IDEAS home Printed from https://ideas.repec.org/a/plo/pone00/0339151.html

Hospital unit working conditions and risk for employee injury

Author

Listed:
  • Emrah Gecili
  • Nancy Daraiseh
  • Cole Brokamp
  • Maurizio Macaluso

Abstract

Background: Healthcare employees, particularly in pediatric hospitals, are at high risk of occupational injuries. However, few studies have examined hospital unit-level factors that contribute to these injuries. This study aimed to explore and quantify such risk factors in a large pediatric inpatient setting. Methods: We conducted a secondary analysis of prospectively collected data for about 7,929 unit-days between 2014 and 2017. Data sources included an institutional injury surveillance system, incident reports collected from a sample of employees through active surveillance (voice recording), and hospital unit-based measures of patient density and employee workload. Results: Shifts exceeding 13 hours on the previous day were associated with 3–4% higher odds of injury, while same-day shifts shorter than 8.5 hours were associated with a 1% reduction in injury odds. Patient aggression was identified as a significant predictor, greatly increasing the risk of injury, but the association was no longer statistically significant after adjusting for prior injuries. Prior week injuries remained a strong and consistent predictor of future injury occurrences. Near-misses detected in the past week were a significant predictor of injury reporting in unadjusted analyses, but the association was not statistically significant after adjusting for other factors. Conclusions: Unit-level risk factors—including work shift duration, patient aggression, and prior injury occurrences—play a significant role in employee injury risk. These findings support the importance of continuous monitoring and targeted interventions, such as shift scheduling limits and systematic near-miss reporting, to enhance occupational safety in pediatric hospital settings.

Suggested Citation

  • Emrah Gecili & Nancy Daraiseh & Cole Brokamp & Maurizio Macaluso, 2025. "Hospital unit working conditions and risk for employee injury," PLOS ONE, Public Library of Science, vol. 20(12), pages 1-15, December.
  • Handle: RePEc:plo:pone00:0339151
    DOI: 10.1371/journal.pone.0339151
    as

    Download full text from publisher

    File URL: https://journals.plos.org/plosone/article?id=10.1371/journal.pone.0339151
    Download Restriction: no

    File URL: https://journals.plos.org/plosone/article/file?id=10.1371/journal.pone.0339151&type=printable
    Download Restriction: no

    File URL: https://libkey.io/10.1371/journal.pone.0339151?utm_source=ideas
    LibKey link: if access is restricted and if your library uses this service, LibKey will redirect you to where you can use your library subscription to access this item
    ---><---

    More about this item

    Statistics

    Access and download statistics

    Corrections

    All material on this site has been provided by the respective publishers and authors. You can help correct errors and omissions. When requesting a correction, please mention this item's handle: RePEc:plo:pone00:0339151. See general information about how to correct material in RePEc.

    If you have authored this item and are not yet registered with RePEc, we encourage you to do it here. This allows to link your profile to this item. It also allows you to accept potential citations to this item that we are uncertain about.

    We have no bibliographic references for this item. You can help adding them by using this form .

    If you know of missing items citing this one, you can help us creating those links by adding the relevant references in the same way as above, for each refering item. If you are a registered author of this item, you may also want to check the "citations" tab in your RePEc Author Service profile, as there may be some citations waiting for confirmation.

    For technical questions regarding this item, or to correct its authors, title, abstract, bibliographic or download information, contact: plosone (email available below). General contact details of provider: https://journals.plos.org/plosone/ .

    Please note that corrections may take a couple of weeks to filter through the various RePEc services.

    IDEAS is a RePEc service. RePEc uses bibliographic data supplied by the respective publishers.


**DIRECTIONS FOR THIS TASK**. For the string "axis", find every matching line in the records and copy it.

**EXERCISE DATA**.
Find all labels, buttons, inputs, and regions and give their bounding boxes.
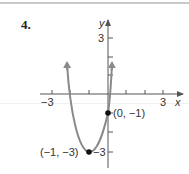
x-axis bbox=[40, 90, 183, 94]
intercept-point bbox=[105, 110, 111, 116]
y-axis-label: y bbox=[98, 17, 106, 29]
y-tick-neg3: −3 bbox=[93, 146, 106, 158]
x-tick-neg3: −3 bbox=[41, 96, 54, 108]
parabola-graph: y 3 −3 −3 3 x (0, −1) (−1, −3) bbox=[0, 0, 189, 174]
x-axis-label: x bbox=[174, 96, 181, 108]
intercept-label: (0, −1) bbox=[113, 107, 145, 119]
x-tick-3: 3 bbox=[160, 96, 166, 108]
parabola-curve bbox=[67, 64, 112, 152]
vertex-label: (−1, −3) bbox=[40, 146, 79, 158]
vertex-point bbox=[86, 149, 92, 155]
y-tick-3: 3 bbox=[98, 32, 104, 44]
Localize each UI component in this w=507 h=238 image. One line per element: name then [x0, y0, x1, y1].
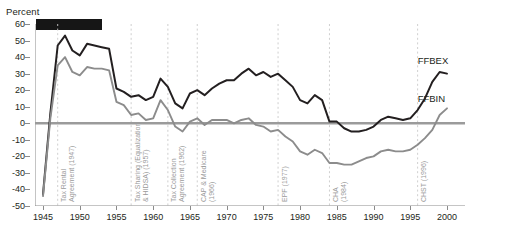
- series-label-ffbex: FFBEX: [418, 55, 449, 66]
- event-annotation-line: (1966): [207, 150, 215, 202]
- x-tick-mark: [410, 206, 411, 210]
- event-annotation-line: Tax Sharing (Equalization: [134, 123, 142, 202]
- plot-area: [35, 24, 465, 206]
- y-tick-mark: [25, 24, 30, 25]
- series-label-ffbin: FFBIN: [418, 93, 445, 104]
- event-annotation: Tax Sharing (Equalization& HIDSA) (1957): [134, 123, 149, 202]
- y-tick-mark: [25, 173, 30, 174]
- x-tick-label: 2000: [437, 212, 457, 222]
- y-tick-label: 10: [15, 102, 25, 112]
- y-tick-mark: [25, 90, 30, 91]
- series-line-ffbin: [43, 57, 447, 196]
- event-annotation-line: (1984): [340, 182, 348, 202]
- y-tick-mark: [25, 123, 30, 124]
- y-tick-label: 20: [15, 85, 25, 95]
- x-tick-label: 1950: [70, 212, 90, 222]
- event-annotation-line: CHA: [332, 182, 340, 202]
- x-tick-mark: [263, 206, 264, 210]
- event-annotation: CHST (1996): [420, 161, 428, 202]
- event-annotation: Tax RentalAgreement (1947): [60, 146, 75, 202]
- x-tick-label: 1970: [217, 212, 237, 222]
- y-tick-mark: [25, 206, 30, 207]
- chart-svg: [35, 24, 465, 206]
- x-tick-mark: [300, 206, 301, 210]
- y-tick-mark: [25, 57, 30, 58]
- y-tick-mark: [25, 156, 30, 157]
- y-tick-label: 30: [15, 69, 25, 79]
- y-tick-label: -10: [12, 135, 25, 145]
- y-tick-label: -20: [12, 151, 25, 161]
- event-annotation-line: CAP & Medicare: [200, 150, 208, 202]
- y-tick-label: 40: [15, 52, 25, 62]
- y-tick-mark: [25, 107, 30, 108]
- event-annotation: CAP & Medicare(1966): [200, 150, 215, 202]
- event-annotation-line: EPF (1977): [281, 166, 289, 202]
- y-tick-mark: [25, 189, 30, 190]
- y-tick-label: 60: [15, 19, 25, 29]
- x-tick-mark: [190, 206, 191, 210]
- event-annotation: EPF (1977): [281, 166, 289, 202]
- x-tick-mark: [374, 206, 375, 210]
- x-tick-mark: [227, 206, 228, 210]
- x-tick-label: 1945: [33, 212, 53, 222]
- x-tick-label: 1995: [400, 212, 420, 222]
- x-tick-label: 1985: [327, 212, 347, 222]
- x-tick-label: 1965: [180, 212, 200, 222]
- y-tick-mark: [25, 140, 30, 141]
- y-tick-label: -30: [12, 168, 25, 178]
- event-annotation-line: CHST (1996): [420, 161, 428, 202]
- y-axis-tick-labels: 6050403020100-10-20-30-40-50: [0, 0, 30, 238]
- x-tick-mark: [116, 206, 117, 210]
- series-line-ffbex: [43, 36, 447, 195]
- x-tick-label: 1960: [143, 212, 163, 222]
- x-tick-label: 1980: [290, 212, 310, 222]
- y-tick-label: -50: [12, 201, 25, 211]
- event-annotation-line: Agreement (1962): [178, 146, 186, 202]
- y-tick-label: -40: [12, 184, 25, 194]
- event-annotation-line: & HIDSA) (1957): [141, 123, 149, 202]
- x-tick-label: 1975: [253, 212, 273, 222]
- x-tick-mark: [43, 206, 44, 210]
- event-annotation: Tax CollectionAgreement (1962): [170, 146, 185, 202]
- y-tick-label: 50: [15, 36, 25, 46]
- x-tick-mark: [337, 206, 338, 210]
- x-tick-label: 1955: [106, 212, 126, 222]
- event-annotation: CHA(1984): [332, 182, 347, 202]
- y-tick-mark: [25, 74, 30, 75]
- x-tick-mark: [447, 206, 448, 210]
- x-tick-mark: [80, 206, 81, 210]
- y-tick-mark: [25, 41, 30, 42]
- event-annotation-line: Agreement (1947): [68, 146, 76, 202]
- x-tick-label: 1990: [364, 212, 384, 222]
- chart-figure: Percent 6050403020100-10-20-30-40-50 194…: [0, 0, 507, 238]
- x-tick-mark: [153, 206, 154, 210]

**ANSWER BELOW**.
x-axis bbox=[40, 90, 183, 94]
y-axis-label: y bbox=[98, 17, 106, 29]
x-axis-label: x bbox=[174, 96, 181, 108]
- y-axis-tick-labels: 6050403020100-10-20-30-40-50: [0, 0, 30, 238]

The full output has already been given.